Education, Children and Young People Committee
Meeting date: 23 February 2022
Stephen Kerr
That is very helpful. We will come back to some of those issues.
I will bring in Fergus Ewing, who indicated some time ago that he wants to ask about the funding issue that Michael Marra raised.
Education, Children and Young People Committee
Meeting date: 23 February 2022
Stephen Kerr
It is about people having confidence and meeting challenges within their own resources. That is quite hard to measure, is it not?
Education, Children and Young People Committee
Meeting date: 23 February 2022
Stephen Kerr
I hear what you are saying, and I can think of examples in my region of that kind of interaction between schools, organisations such as yours, employers and all kinds of external bodies that support young people, which is fantastic, but my concern is that there are many other schools where none of that is happening. Local employers have even told me that they do not feel welcome at all, and I am talking about before the pandemic, not just during it. They do not feel as invited as they perhaps ought to be. Is that your experience? I know that we are talking in generalities but, from your perspective, is that a reflection of the situation across Scotland, not just in Central Scotland, which I represent?
Education, Children and Young People Committee
Meeting date: 9 February 2022
Stephen Kerr
That was helpful.
10:45Education, Children and Young People Committee
Meeting date: 9 February 2022
Stephen Kerr
Good morning, and welcome to the fifth meeting in 2022 of the Education, Children and Young People Committee. This is a hybrid meeting, which means that some people are in the committee room—it is nice to be back in the room—and some of the witnesses and members are joining us remotely.
The first item on our agenda is a decision on taking business in private. Are members content to take item 5 in private?

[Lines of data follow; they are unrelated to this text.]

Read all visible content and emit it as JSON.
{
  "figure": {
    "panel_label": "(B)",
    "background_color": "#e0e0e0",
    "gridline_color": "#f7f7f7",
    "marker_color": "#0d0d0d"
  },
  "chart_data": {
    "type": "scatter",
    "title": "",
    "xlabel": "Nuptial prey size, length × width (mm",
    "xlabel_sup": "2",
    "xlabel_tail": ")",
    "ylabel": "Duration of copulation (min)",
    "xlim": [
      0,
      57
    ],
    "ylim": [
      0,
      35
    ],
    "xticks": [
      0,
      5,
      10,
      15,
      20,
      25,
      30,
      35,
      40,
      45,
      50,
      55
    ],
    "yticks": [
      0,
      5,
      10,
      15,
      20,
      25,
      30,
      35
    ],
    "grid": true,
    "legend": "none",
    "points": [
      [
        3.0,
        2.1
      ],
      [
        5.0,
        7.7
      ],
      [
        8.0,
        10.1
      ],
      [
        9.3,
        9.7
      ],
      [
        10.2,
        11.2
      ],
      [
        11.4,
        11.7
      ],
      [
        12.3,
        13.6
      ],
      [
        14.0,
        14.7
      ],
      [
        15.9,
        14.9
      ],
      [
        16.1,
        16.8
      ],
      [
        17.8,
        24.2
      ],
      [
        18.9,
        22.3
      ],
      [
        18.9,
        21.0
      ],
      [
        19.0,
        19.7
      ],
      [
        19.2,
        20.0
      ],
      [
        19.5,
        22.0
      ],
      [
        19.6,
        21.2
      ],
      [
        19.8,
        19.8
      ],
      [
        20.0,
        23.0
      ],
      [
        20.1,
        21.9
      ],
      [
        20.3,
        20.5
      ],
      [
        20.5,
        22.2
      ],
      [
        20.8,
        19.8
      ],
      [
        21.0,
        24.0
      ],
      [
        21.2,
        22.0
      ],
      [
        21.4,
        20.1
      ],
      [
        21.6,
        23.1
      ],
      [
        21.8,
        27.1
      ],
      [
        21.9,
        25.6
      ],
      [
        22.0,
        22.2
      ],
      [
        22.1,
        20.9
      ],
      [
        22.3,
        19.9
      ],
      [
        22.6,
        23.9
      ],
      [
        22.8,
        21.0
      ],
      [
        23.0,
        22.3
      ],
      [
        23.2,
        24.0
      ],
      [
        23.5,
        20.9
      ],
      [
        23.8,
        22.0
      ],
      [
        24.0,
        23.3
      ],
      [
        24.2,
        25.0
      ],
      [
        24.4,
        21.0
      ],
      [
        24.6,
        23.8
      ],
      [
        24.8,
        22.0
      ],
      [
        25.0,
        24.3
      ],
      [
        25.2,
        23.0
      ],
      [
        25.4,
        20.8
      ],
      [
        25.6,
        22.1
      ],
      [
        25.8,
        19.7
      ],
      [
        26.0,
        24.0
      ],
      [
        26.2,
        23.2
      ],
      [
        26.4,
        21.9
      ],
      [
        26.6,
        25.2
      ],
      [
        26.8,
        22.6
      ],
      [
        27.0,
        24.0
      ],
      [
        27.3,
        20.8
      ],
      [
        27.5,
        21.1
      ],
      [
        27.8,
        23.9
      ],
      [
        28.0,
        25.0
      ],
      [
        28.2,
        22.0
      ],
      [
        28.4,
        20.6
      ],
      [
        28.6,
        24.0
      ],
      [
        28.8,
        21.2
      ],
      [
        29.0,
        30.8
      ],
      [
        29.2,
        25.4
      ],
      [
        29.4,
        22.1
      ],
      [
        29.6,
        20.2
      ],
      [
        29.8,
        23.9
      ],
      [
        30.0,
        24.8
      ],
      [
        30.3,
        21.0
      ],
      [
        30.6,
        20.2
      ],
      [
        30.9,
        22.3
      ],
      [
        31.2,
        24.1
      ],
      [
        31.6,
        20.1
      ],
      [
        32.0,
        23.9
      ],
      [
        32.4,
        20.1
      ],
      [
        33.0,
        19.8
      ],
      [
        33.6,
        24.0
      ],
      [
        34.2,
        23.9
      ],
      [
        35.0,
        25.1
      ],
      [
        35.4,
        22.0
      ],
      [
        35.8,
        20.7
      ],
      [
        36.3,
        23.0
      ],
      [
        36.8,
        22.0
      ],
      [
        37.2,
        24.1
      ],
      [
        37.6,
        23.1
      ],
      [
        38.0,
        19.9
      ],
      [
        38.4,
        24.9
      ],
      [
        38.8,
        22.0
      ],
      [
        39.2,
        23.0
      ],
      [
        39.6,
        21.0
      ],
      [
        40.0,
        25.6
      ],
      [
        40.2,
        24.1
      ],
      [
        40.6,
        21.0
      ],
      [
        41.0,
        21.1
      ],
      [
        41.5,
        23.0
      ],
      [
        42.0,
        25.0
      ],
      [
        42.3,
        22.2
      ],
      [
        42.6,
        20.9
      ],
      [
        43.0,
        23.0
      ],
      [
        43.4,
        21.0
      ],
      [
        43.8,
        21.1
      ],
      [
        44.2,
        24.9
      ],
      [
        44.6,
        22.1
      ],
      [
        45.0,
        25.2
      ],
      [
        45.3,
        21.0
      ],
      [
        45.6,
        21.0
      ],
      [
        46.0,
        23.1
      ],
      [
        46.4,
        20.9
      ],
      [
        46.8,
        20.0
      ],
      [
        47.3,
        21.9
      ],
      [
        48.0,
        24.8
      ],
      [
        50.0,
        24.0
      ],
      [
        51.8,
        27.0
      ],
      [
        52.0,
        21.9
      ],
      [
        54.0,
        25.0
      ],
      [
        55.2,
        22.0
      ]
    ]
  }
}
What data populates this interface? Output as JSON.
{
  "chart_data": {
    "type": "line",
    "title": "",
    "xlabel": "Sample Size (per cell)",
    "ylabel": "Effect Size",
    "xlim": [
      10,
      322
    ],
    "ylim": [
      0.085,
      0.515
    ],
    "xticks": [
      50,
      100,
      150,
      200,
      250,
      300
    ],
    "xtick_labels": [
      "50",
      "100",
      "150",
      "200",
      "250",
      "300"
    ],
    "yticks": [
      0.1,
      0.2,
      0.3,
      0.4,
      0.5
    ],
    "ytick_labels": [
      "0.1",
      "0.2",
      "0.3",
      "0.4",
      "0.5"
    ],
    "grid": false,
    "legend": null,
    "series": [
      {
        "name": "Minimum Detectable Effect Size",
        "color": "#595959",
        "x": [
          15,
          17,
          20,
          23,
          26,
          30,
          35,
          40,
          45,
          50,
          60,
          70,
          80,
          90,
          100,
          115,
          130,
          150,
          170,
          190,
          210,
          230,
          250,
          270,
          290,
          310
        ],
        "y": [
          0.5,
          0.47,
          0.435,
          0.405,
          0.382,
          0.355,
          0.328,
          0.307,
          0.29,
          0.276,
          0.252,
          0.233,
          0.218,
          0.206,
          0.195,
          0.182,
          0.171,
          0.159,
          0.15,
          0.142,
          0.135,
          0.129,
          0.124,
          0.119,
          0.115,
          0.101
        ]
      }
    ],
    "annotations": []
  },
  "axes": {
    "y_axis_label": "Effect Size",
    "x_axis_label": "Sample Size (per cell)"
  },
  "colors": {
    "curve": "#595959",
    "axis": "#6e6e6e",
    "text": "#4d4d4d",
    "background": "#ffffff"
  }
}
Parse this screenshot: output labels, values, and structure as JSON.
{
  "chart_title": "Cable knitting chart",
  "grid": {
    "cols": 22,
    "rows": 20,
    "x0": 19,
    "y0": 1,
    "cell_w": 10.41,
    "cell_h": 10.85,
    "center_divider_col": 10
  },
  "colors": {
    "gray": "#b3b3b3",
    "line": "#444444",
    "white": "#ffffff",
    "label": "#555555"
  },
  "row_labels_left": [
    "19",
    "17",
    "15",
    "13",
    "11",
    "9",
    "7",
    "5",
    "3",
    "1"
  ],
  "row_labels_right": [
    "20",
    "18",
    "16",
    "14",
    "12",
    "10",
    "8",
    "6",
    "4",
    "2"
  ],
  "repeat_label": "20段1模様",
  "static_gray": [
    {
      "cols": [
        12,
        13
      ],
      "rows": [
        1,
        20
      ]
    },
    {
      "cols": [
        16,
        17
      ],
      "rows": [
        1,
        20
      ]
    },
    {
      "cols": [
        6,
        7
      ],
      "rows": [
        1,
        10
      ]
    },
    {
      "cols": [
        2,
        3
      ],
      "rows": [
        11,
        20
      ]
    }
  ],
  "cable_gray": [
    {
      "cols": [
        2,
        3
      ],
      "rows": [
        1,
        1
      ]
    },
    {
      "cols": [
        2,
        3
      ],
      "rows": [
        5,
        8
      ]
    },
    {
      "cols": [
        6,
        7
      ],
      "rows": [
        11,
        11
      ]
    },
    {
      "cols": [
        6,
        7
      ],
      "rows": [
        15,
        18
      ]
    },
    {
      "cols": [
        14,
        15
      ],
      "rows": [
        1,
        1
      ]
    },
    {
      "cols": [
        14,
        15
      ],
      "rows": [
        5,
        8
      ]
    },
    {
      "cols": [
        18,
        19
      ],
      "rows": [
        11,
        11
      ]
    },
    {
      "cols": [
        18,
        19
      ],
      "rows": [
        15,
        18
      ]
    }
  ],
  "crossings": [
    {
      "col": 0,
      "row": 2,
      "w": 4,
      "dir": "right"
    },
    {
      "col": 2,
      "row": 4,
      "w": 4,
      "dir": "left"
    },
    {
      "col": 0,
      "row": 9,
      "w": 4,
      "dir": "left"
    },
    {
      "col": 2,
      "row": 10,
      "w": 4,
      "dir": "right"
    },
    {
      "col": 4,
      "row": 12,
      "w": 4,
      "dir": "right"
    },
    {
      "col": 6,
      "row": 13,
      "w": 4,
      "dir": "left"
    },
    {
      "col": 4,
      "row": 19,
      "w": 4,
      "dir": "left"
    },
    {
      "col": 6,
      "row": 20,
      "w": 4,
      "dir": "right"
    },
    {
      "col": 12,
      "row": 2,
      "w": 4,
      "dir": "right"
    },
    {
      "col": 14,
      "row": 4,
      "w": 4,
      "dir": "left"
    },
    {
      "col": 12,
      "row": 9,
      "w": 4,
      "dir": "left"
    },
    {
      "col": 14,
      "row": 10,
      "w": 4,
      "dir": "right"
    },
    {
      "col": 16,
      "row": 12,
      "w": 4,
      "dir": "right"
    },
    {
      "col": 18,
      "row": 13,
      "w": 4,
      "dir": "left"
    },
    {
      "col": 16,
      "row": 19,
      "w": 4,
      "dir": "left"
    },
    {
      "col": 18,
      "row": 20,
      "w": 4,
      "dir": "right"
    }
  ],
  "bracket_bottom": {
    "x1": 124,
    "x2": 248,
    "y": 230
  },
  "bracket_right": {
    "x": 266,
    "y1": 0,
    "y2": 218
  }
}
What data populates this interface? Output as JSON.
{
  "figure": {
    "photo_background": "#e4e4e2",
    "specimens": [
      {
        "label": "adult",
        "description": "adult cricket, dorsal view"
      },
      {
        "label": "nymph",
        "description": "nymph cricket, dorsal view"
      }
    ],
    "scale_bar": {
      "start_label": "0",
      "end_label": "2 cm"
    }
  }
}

Members indicated agreement.
Education, Children and Young People Committee
Meeting date: 9 February 2022
Stephen Kerr
The second item on our agenda is to take evidence for our Scottish attainment challenge inquiry. I welcome Professor Mel Ainscow, who is a professor of education at the University of Glasgow, and Professor Becky Francis, who is the chief executive of the Education Endowment Foundation. Both are joining us virtually. I also welcome, in the committee room, Dr Laura Robertson, who is the senior research officer at the Poverty Alliance, and Emma Congreve, who is a knowledge exchange fellow at the Fraser of Allander Institute. It is really good to have you with us.
I start with Mel Ainscow. You submitted some very interesting written evidence. I could not say that I understood all that was said in it, but I will focus on the reasons why we have not made the progress that we should have made on closing the poverty-related attainment gap. In your written submission, you mention five specific areas. For those who have joined us and are watching our proceedings, could you summarise what you have said are the reasons why we have not made more progress and what you describe as barriers to making further progress?
Education, Children and Young People Committee
Meeting date: 9 February 2022
Stephen Kerr
Are you saying that the focus should be on raising educational standards across the board, rather than on focusing narrowly on the poverty-related attainment gap?
Education, Children and Young People Committee
Meeting date: 9 February 2022
Stephen Kerr
Before I hand back to Michael Marra, I would like to put one more question to Mel Ainscow, about leadership. You are talking about there being overly tight controls at local authority and central levels, so can you comment on the quality of the leadership that is required in order to make the learning environment and school successful? If we are going to devolve more and more powers to headteachers and teachers, what would that look like and, given that we are talking about barriers, what do we need to be doing to ensure that that does not in itself become a barrier?